Having been spanked to most parts of McLean Park in Napier during the first ODI against Sri Lanka, New Zealand's bowling attack are looking to improve on a bowling performance that saw them give up a hefty target 285 with ten overs to spare.

Cricinfo staff
30-Dec-2006


New Zealand will expect Michael Mason to concede less than the ten runs an over he did in the first ODI against Sri Lanka © AFP
Having been spanked to most parts of McLean Park in Napier during the first ODI against Sri Lanka, New Zealand's bowling attack are looking to improve on a bowling performance that saw them give up a hefty target 285 with ten overs to spare.
With Sanath Jayasuriya leading the way with 111, from just 82 balls, Sri Lanka coasted to a comfortable seven-wicket win. It led Daniel Vettori, captain in place of Stephen Fleming for the first two ODIs and by some distance the most economical Kiwi bowler (only 36 runs from eight overs), to ask his bowlers to get the basics right, a fair demand given that his bowlers gave away 16 wides and no-balls.
"The bowling plan is exactly the same, it's just about the implementation, which we let slip in Napier," he said. "Sri Lanka bat down to seven and eight, so you've got to take wickets at the top and try not to buy those wickets, which we tended to do in the first game."
John Bracewell, the Kiwi coach, also backed his inexperienced attack to come good for the second ODI, to be played at Queenstown tomorrow. "They were pretty positive by the time we left the dressing room [at Napier] in terms of what they were going to do about the next game," he was quoted as saying in the New Zealand Herald. "The proof will be in the pudding - to see if they improve or go backwards." New Zealand will be without Shane Bond again, who is sitting out the first two games, like Fleming, as part of a rotation policy.
Bracewell said the performance was mainly down to younger bowlers getting carried away by the speed gun, especially after the second Twenty20 international, where some of the bowlers touched speeds of 140km/h and above.
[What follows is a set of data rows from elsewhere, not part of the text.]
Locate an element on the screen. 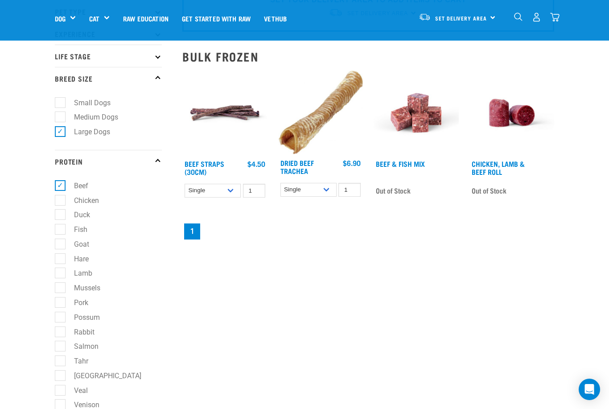 The height and width of the screenshot is (409, 609). label: Chicken is located at coordinates (81, 200).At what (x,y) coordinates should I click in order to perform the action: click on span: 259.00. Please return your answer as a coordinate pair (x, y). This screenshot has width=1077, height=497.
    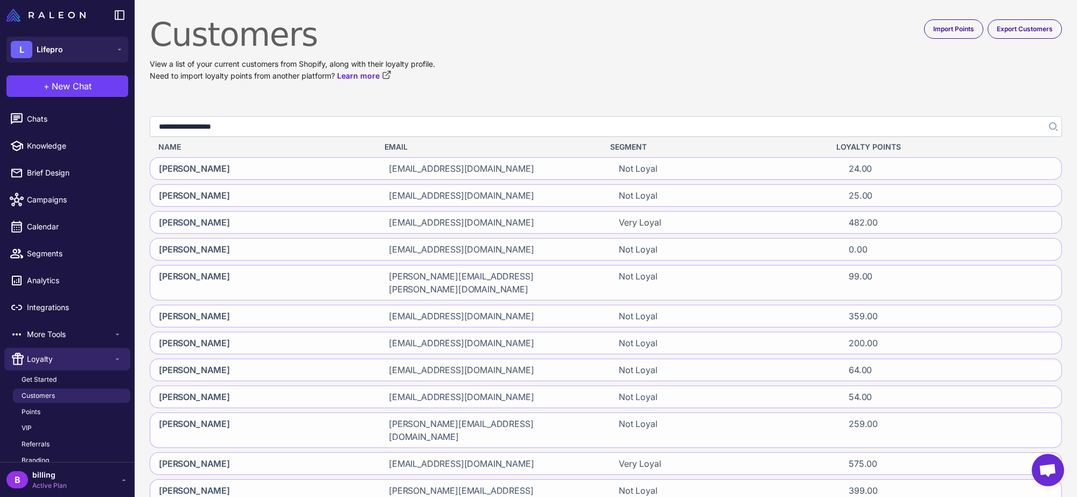
    Looking at the image, I should click on (863, 430).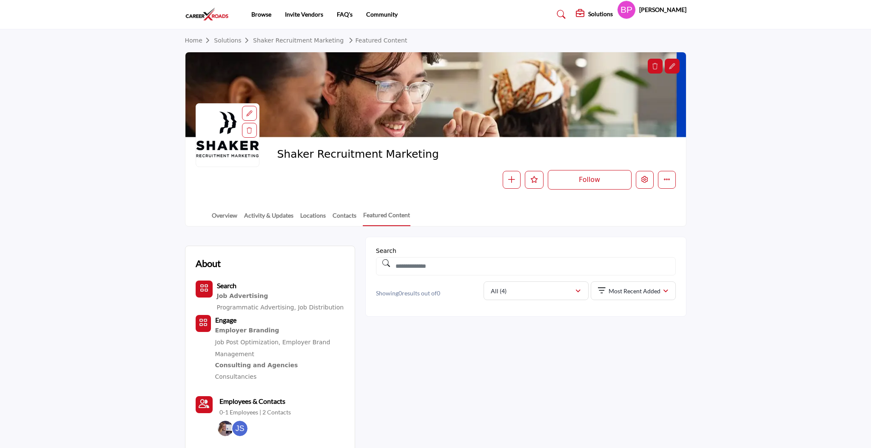 This screenshot has width=871, height=448. Describe the element at coordinates (200, 40) in the screenshot. I see `a: Home` at that location.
"The inexperience showed. A couple of young bowlers who can bowl reasonably fast got a bit red-eye with the radar. They were trying to run in a little too hard and bowl a little too fast in an effort to get wickets, rather than trying to control the game through good accurate, back-of-the-length bowling."
But Bracewell was adamant that the exuberance wasn't necessarily a bad thing, especially if New Zealand were serious about developing a genuine pace attack. "If we want a pace attack, then we have to be prepared to give them some sort of leeway. I don't want to knock their confidence. If you can find quick bowlers who can hit the back-of-a-length, then they're going to be handy for you in the long run; much more useful rather than medium pacers we normally produce."
The other concern for the hosts is the condition of Nathan Astle's bruised thigh, making him an uncertain starter for the Queenstown match. His experience, as Vettori admitted, is invaluable: he guided his side home chasing a mediocre total in the Twenty20 game on Boxing Day and in the first ODI, made an accomplished 83, passing in the process, 7000 ODI runs.
New Zealand have called up Astle's brother-in-law Craig McMillan as cover, though if he does play, it would be his first international action in over a year. "If we lose that experience and we lose that form it's going to mean someone is going to have to step up to cover it," Vettori said. James Marshall, who was out first ball in Napier, is likely to step into Astle's opening position if he is ruled unfit though the final teams will only be announced on the morning of the match.
Sri Lankan captain Mahela Jayawardene has few such concerns and is not expecting significant changes in the side. "We have to keep a combination, we need to keep confidence in the guys and have the senior group -- the matchwinners -- intact and in form as we build up to the World Cup," Jayawardene said.